Trapped in the '50s
Christian Century, Dec 4, 2002 by John Petrakis
TO UNDERSTAND and appreciate the revisionist genius behind Far from Heaven, directed by Todd Haynes, one needs to appreciate the cinematic impact of Douglas Sirk (1900-1987), a director whose jaundiced view of American life played out in a series of films in the 1950s that have been rightly celebrated for their panache.
Born in Denmark, Sirk moved to Germany as a teenager, and eventually became an accomplished stage director. Movies followed, and he was on his way to a successful film career when the Nazis came to power. Sirk had always been left-leaning in his politics, and since his second wife was Jewish, he left, eventually landing in the U.S.
His American career proved successful (not, at first, with the critics), but he never was able to get over his sense that something was not quite right in this country. He came to regard America as morally complacent, inclined to ignore its developing class system, its racism and sexism, and its penchant for greed. He returned to Germany in the early 1960s.
Sirk's best-known films are All That Heaven Allows (1955) and Written on the Wind (1956), which use screaming Technicolor, arched production design, ornate costumes and lush music to tell sparkling tales of moral ambiguity and personal deceit. These and other Sirk films were sometimes called "women's pictures" or "domestic melodramas." They often involved men who are living a lie and women deeply trapped by social roles--so trapped it takes a major shock to make them realize just how isolated and unhappy they are.
Haynes, 41, goes far beyond merely adopting Sirk's visual style and storytelling technique. If that's all he wanted to do, it would have been easier, cheaper and a lot more fun to set a Sirk-style tale in 2002. Rather, he goes back to the 1950s to dig a bit deeper into the issues that easily might have surrounded and stifled characters of that era. And by borrowing the cinematic consciousness of an earlier generation, he is able to merge the idea and the technique until it is impossible to separate the message from the messenger, the style from the story. In other words, by telling the tale through the prism of Sirk he is commenting not only on the perpetrators of the emotional crimes but also on us, the passive and fearful onlookers.
Julianne Moore (who also starred in Haynes's Safe) plays Cathy Whitaker, a seemingly content and upwardly mobile Connecticut housewife with a cheery smile, a fabulous wardrobe, a lovely home, a black maid, two obedient children and, best of all, a handsome and successful husband named Frank (Dennis Quaid). All seems right in Cathy's world until, in true Sirkian fashion, the layers of lies and deceit begin to fall off.
First, Cathy discovers that Frank is a closet homosexual. In her desperation, Cathy turns to Raymond Deagan (Dennis Haysbert), a sensitive and intelligent black gardener. They do nothing improper--certainly not by contemporary standards--but in 1957 Hartford their public chats in a black-owned restaurant are enough to ostracize Cathy and her two kids.
It would seem that Haynes's main mission is to take a slap at the racism and homophobia that permeated the white-bread suburbs in the 1950s. But as the stylized story plays out, we realize that both Frank and Raymond have escaped to greener pastures. Why are they allowed to move on? Because more important than the fact that they are gay and black, respectively, is that they are men. And as men, they are able to dictate, for better or for worse, what happens to them. Cathy? She is left to lick her wounds in private. (Even her best friend, Eleanor, brilliantly played by Patricia Clarkson, abandons her when the issue of race pops up.)
Haynes's style--via Sirk--takes a bit of getting used to, with garish colors, spotless locations and exaggerated performances, but once one gets used to it the film plays out like a specific type of tragedy, correct in its own way as a play by O'Neill, Ibsen or Chekhov.
A major part of the movie is Elmer Bernstein's musical score. The 80-year-old Bernstein is the only member of Haynes's creative team who was actually making movies in the 1950s, and he plugs into this world well, providing all the flourishes and crescendos.
Though some may cheer the film as an homage and others deride it as a rip-off, it is a wise foray into the cinematic past. It reveals that in matters of tolerance and acceptance, the more things change, the more they stay the same.
Reviewed by John Petrakis, who teaches screenwriting at the School of the Art Institute in Chicago.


What you should do: The following data needs to be repeated exactly, with all images excluded.

[Dataset listings of figures]
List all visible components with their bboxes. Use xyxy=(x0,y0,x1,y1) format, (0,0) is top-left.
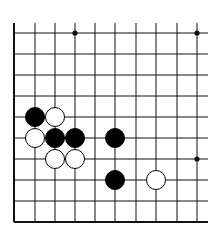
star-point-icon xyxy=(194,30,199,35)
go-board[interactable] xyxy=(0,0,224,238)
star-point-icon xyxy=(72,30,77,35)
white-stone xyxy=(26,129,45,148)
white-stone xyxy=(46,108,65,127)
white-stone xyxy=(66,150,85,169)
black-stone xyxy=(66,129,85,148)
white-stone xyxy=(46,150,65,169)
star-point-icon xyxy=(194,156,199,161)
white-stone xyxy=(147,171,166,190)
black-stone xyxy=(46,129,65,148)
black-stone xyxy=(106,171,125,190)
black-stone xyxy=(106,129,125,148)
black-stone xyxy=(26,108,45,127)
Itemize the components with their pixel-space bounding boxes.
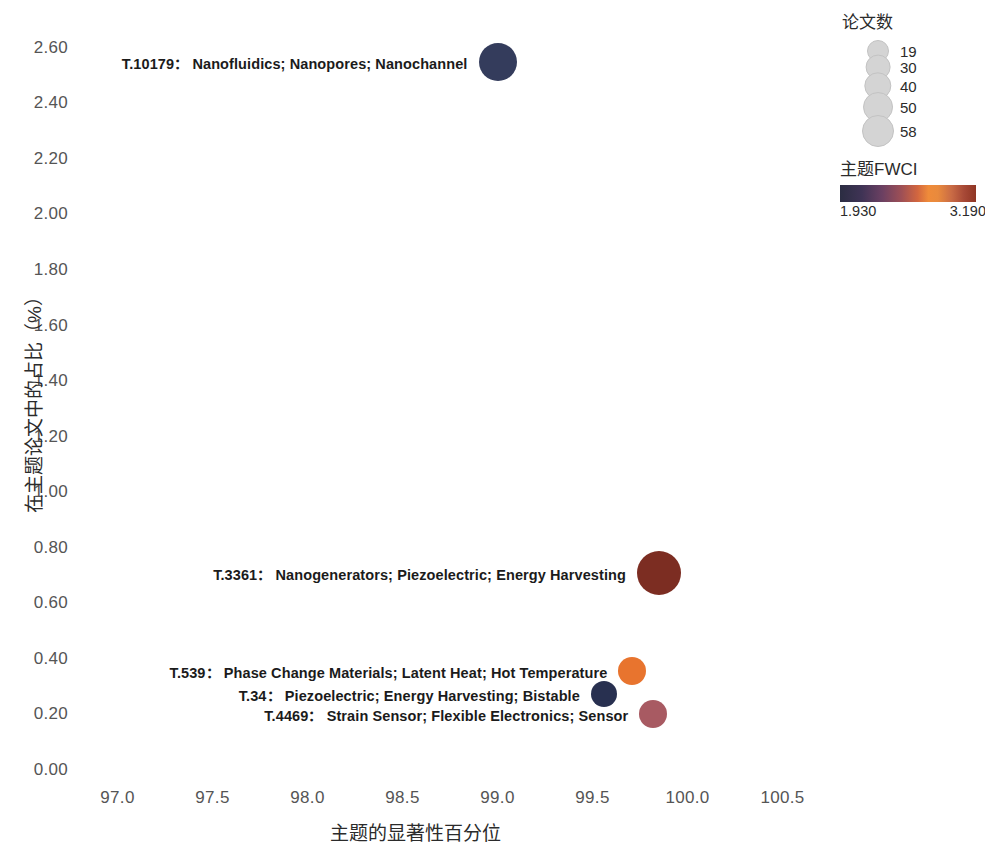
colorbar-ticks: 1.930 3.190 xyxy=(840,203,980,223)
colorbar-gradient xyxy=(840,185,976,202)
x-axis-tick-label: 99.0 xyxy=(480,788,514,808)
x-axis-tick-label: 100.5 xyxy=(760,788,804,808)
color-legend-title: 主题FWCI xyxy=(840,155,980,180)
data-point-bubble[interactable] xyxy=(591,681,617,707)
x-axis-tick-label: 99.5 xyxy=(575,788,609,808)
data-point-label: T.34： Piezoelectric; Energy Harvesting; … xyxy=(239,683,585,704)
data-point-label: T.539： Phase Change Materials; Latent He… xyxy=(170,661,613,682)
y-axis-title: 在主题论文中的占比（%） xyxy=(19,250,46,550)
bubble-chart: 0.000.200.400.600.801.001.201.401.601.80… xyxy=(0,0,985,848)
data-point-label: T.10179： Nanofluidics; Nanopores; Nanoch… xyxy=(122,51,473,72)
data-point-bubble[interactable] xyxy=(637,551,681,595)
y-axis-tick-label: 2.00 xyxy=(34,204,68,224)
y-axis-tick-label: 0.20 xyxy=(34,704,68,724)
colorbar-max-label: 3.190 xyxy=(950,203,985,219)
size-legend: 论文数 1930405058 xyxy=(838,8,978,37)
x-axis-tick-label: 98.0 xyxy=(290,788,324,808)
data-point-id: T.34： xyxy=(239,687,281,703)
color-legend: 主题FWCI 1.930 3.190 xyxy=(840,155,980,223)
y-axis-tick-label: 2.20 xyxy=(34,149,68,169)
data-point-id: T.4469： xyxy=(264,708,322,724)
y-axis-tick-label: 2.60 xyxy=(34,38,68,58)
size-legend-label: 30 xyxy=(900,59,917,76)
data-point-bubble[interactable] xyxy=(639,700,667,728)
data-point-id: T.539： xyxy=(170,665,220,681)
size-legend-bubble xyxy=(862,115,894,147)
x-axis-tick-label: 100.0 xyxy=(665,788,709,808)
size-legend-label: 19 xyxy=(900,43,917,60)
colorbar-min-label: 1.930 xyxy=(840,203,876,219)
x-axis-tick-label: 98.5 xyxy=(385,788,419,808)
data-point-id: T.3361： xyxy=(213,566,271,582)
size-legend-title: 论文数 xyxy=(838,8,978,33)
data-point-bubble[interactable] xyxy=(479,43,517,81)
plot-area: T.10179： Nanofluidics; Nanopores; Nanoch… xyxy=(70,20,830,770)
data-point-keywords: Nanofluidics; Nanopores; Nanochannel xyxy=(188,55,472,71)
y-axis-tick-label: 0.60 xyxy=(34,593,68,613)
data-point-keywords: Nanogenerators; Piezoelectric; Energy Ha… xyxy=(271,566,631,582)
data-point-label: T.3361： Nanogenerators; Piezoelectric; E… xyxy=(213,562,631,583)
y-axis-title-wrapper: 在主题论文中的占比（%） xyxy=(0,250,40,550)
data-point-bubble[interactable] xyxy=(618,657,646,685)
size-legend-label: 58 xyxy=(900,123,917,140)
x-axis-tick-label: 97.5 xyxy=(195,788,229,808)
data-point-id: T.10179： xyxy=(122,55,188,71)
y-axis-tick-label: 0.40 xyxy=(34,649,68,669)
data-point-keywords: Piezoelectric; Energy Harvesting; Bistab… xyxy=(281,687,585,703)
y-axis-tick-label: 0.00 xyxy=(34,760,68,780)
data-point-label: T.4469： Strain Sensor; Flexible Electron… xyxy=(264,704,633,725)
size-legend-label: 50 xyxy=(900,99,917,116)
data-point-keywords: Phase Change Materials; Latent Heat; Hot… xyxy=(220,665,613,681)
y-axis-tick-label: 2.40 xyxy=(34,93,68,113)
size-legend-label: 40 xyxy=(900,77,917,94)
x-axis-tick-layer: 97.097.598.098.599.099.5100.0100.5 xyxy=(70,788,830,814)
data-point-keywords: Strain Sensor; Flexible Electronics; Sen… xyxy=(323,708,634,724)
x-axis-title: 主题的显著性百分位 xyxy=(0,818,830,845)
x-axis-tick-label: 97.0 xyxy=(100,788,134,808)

Reply:
List all visible components with their bboxes. Use xyxy=(x0,y0,x1,y1) format, (0,0) is top-left.
star-point-icon xyxy=(194,30,199,35)
go-board[interactable] xyxy=(0,0,224,238)
star-point-icon xyxy=(72,30,77,35)
white-stone xyxy=(26,129,45,148)
white-stone xyxy=(46,108,65,127)
white-stone xyxy=(66,150,85,169)
black-stone xyxy=(66,129,85,148)
white-stone xyxy=(46,150,65,169)
star-point-icon xyxy=(194,156,199,161)
white-stone xyxy=(147,171,166,190)
black-stone xyxy=(46,129,65,148)
black-stone xyxy=(106,171,125,190)
black-stone xyxy=(106,129,125,148)
black-stone xyxy=(26,108,45,127)
Itemize the components with their pixel-space bounding boxes.
colorbar-ticks: 1.930 3.190 xyxy=(840,203,980,223)
colorbar-gradient xyxy=(840,185,976,202)
x-axis-tick-label: 99.0 xyxy=(480,788,514,808)
x-axis-tick-label: 100.5 xyxy=(760,788,804,808)
color-legend-title: 主题FWCI xyxy=(840,155,980,180)
data-point-bubble[interactable] xyxy=(591,681,617,707)
x-axis-tick-label: 99.5 xyxy=(575,788,609,808)
data-point-label: T.34： Piezoelectric; Energy Harvesting; … xyxy=(239,683,585,704)
data-point-label: T.539： Phase Change Materials; Latent He… xyxy=(170,661,613,682)
y-axis-title: 在主题论文中的占比（%） xyxy=(19,250,46,550)
bubble-chart: 0.000.200.400.600.801.001.201.401.601.80… xyxy=(0,0,985,848)
data-point-label: T.10179： Nanofluidics; Nanopores; Nanoch… xyxy=(122,51,473,72)
data-point-bubble[interactable] xyxy=(637,551,681,595)
y-axis-tick-label: 2.00 xyxy=(34,204,68,224)
y-axis-tick-label: 0.20 xyxy=(34,704,68,724)
colorbar-max-label: 3.190 xyxy=(950,203,985,219)
size-legend: 论文数 1930405058 xyxy=(838,8,978,37)
x-axis-tick-label: 98.0 xyxy=(290,788,324,808)
data-point-id: T.34： xyxy=(239,687,281,703)
color-legend: 主题FWCI 1.930 3.190 xyxy=(840,155,980,223)
y-axis-tick-label: 2.20 xyxy=(34,149,68,169)
data-point-id: T.4469： xyxy=(264,708,322,724)
y-axis-tick-label: 2.60 xyxy=(34,38,68,58)
size-legend-label: 30 xyxy=(900,59,917,76)
data-point-bubble[interactable] xyxy=(639,700,667,728)
data-point-id: T.539： xyxy=(170,665,220,681)
size-legend-bubble xyxy=(862,115,894,147)
x-axis-tick-label: 100.0 xyxy=(665,788,709,808)
size-legend-label: 19 xyxy=(900,43,917,60)
colorbar-min-label: 1.930 xyxy=(840,203,876,219)
x-axis-tick-label: 98.5 xyxy=(385,788,419,808)
data-point-id: T.3361： xyxy=(213,566,271,582)
size-legend-title: 论文数 xyxy=(838,8,978,33)
data-point-bubble[interactable] xyxy=(479,43,517,81)
plot-area: T.10179： Nanofluidics; Nanopores; Nanoch… xyxy=(70,20,830,770)
data-point-keywords: Nanofluidics; Nanopores; Nanochannel xyxy=(188,55,472,71)
y-axis-tick-label: 0.60 xyxy=(34,593,68,613)
data-point-keywords: Nanogenerators; Piezoelectric; Energy Ha… xyxy=(271,566,631,582)
data-point-label: T.3361： Nanogenerators; Piezoelectric; E… xyxy=(213,562,631,583)
y-axis-title-wrapper: 在主题论文中的占比（%） xyxy=(0,250,40,550)
data-point-bubble[interactable] xyxy=(618,657,646,685)
size-legend-label: 58 xyxy=(900,123,917,140)
x-axis-tick-label: 97.5 xyxy=(195,788,229,808)
data-point-id: T.10179： xyxy=(122,55,188,71)
y-axis-tick-label: 0.40 xyxy=(34,649,68,669)
data-point-keywords: Piezoelectric; Energy Harvesting; Bistab… xyxy=(281,687,585,703)
y-axis-tick-label: 0.00 xyxy=(34,760,68,780)
data-point-label: T.4469： Strain Sensor; Flexible Electron… xyxy=(264,704,633,725)
size-legend-label: 50 xyxy=(900,99,917,116)
data-point-keywords: Phase Change Materials; Latent Heat; Hot… xyxy=(220,665,613,681)
y-axis-tick-label: 2.40 xyxy=(34,93,68,113)
size-legend-label: 40 xyxy=(900,77,917,94)
x-axis-tick-layer: 97.097.598.098.599.099.5100.0100.5 xyxy=(70,788,830,814)
data-point-keywords: Strain Sensor; Flexible Electronics; Sen… xyxy=(323,708,634,724)
x-axis-title: 主题的显著性百分位 xyxy=(0,818,830,845)
x-axis-tick-label: 97.0 xyxy=(100,788,134,808)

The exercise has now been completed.